Secure Your Frontend with npm audit
Known vulnerabilities in your dependencies can expose your app to real harm. How to run npm audit, read the report, fix what's fixable, handle the rest by hand, and gate CI on high and critical issues.
Modern frontend applications rely heavily on open-source packages. That convenience comes with a security cost: known vulnerabilities in your dependencies can expose your app to data loss, service disruption, or even unauthorized access. The good news: npm provides a built-in tool to detect and help fix those issues — npm audit.
What is npm audit?
npm audit is a command that analyzes your project's dependencies for known security vulnerabilities. It compares the packages defined in your package.json and package-lock.json against npm's vulnerability database to generate a report showing:
- the vulnerable packages in your project,
- the severity levels (low, moderate, high, critical),
- suggested remediation steps, if fixes are available.
By default, npm also runs this audit automatically during installs, but it's worth running manually as part of your development and CI workflows.
How to run a security audit on your frontend project
1. Navigate to your project root. Make sure you're in the folder containing your package.json and package-lock.json.
cd /path/to/your/project2. Run the audit.
npm auditThis outputs a summary of all vulnerabilities found in your dependency tree, including transitive ones.
3. Review the report. It lists packages, severity, and the paths showing how vulnerable modules get into your project. Severe and critical items should be prioritized first.
4. Attempt automatic fixes.
npm audit fixThis tries to update vulnerable packages to patched versions where possible. It modifies both package-lock.json and your local dependency tree.
5. Manual remediation. Not all vulnerabilities can be fixed automatically. You may need to:
- update specific packages manually (
npm install <pkg>@latest), - replace abandoned or insecure dependencies,
- evaluate breaking changes before upgrading major versions,
- investigate transitive dependencies that aren't directly in your
package.json.
6. Integrate it in CI/CD. Use npm audit in build pipelines and fail builds on high/critical vulnerabilities with flags like --audit-level=high.
How npm audit helps fix vulnerabilities
- Visibility into risk. You can't fix what you don't know about. npm audit surfaces vulnerabilities you might never catch manually, especially deep in the dependency graph.
- Actionable remediation. The report doesn't just list problems; it often suggests and applies fixes with
npm audit fix. That reduces time spent chasing down vulnerable packages. - Prioritization by severity. Not all issues are equal. By highlighting severity levels, you can focus first on the vulnerabilities that pose the greatest risk to your users and systems.
- Proactive defense. Running audits regularly as part of development and CI means you catch new vulnerabilities quickly and avoid shipping risky builds to production.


■ **About this task**
Show, from the entries below, every line in which "probability" appears.

(Stored items from a collection)
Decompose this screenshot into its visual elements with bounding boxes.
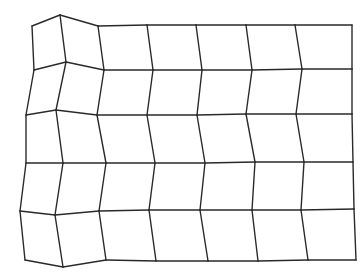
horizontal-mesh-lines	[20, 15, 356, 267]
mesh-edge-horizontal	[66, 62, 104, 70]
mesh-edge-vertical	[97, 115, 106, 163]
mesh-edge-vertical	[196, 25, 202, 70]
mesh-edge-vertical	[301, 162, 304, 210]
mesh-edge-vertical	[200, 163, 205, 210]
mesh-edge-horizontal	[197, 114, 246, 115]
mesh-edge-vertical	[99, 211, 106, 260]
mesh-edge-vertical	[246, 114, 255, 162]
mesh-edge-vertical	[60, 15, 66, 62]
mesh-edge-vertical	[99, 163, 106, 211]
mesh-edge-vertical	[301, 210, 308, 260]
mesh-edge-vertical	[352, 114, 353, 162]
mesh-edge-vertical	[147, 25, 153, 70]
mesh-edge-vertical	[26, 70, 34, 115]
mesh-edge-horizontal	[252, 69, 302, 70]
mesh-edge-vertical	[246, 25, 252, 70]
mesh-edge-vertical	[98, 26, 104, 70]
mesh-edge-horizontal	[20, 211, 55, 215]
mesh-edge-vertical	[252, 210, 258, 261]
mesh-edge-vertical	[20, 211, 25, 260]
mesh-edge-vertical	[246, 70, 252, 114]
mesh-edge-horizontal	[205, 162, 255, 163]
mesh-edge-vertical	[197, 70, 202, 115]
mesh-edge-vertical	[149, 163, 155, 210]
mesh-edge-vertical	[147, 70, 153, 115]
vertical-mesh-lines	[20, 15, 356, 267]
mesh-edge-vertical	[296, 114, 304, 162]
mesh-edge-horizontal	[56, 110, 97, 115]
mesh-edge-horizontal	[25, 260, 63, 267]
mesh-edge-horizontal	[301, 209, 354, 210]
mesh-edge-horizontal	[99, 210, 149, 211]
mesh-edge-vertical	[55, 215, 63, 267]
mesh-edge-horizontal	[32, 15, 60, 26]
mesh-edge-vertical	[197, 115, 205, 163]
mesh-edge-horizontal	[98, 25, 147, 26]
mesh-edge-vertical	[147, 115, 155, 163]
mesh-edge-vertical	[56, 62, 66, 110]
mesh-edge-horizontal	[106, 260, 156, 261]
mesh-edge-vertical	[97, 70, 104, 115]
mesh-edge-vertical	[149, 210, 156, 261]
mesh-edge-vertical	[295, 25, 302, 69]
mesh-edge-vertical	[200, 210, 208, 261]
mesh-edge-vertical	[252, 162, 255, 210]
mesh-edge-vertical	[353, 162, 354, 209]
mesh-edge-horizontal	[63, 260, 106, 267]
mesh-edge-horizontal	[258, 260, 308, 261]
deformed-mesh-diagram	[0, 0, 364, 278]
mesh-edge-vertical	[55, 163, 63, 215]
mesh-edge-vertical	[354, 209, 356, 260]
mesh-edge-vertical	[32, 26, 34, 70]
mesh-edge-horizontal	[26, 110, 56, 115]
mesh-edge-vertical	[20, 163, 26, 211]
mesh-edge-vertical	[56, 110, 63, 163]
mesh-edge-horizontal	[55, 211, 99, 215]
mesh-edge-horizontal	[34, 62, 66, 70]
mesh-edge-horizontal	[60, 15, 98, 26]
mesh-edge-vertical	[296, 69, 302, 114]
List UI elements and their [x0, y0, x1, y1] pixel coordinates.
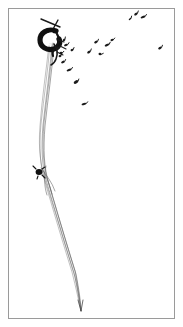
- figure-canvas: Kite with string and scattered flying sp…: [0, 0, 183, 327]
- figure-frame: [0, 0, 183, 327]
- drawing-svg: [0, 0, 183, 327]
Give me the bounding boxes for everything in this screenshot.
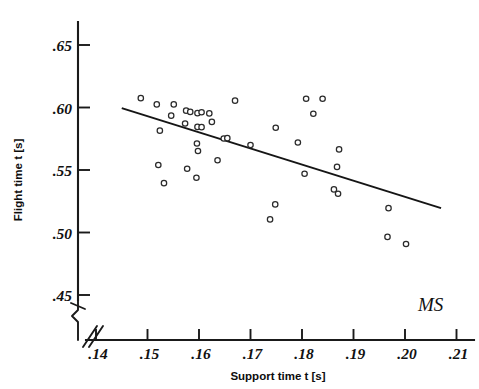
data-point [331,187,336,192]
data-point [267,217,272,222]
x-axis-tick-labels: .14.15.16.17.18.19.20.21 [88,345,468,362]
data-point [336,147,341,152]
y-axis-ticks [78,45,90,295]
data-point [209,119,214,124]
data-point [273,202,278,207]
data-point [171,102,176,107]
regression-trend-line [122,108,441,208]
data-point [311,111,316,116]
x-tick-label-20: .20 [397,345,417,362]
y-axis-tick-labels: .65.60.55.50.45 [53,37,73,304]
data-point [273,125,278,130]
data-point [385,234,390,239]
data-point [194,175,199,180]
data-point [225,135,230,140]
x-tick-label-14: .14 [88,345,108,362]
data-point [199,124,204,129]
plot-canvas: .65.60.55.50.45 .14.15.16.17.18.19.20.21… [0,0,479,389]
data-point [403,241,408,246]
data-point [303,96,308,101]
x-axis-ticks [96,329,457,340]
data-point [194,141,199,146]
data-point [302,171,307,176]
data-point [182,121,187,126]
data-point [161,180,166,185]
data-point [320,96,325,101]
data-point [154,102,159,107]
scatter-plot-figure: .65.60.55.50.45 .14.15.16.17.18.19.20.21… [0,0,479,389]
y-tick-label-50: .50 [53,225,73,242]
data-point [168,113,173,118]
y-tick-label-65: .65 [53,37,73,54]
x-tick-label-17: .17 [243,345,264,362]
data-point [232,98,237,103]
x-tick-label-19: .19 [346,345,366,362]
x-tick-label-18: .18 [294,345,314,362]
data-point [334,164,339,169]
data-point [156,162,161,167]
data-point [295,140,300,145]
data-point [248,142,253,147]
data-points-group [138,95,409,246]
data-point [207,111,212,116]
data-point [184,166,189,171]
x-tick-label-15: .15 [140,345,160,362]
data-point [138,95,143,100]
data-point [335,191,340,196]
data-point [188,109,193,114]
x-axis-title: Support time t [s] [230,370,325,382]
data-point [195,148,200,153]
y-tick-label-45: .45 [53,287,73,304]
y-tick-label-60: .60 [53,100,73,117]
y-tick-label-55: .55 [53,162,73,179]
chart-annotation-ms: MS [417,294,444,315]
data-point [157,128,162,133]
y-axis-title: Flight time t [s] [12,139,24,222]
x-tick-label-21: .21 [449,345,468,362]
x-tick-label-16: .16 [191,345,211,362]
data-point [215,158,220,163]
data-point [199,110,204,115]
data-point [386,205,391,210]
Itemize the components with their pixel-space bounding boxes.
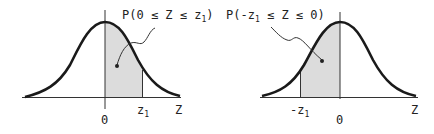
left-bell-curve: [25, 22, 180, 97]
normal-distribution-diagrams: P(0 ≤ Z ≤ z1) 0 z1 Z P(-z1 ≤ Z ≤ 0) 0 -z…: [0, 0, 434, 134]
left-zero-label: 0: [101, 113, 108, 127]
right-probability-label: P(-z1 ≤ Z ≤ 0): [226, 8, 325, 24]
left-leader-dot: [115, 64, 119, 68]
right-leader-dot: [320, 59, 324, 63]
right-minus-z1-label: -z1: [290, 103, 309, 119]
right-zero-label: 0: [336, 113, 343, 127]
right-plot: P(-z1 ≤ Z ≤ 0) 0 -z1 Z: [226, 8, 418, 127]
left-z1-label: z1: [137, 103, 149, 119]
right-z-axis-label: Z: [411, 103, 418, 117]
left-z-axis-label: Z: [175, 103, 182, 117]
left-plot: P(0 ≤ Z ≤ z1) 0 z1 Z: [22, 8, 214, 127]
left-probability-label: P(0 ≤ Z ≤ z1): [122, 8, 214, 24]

■ **Result for this exercise**
right-probability-label: P(-z1 ≤ Z ≤ 0): [226, 8, 325, 24]
left-probability-label: P(0 ≤ Z ≤ z1): [122, 8, 214, 24]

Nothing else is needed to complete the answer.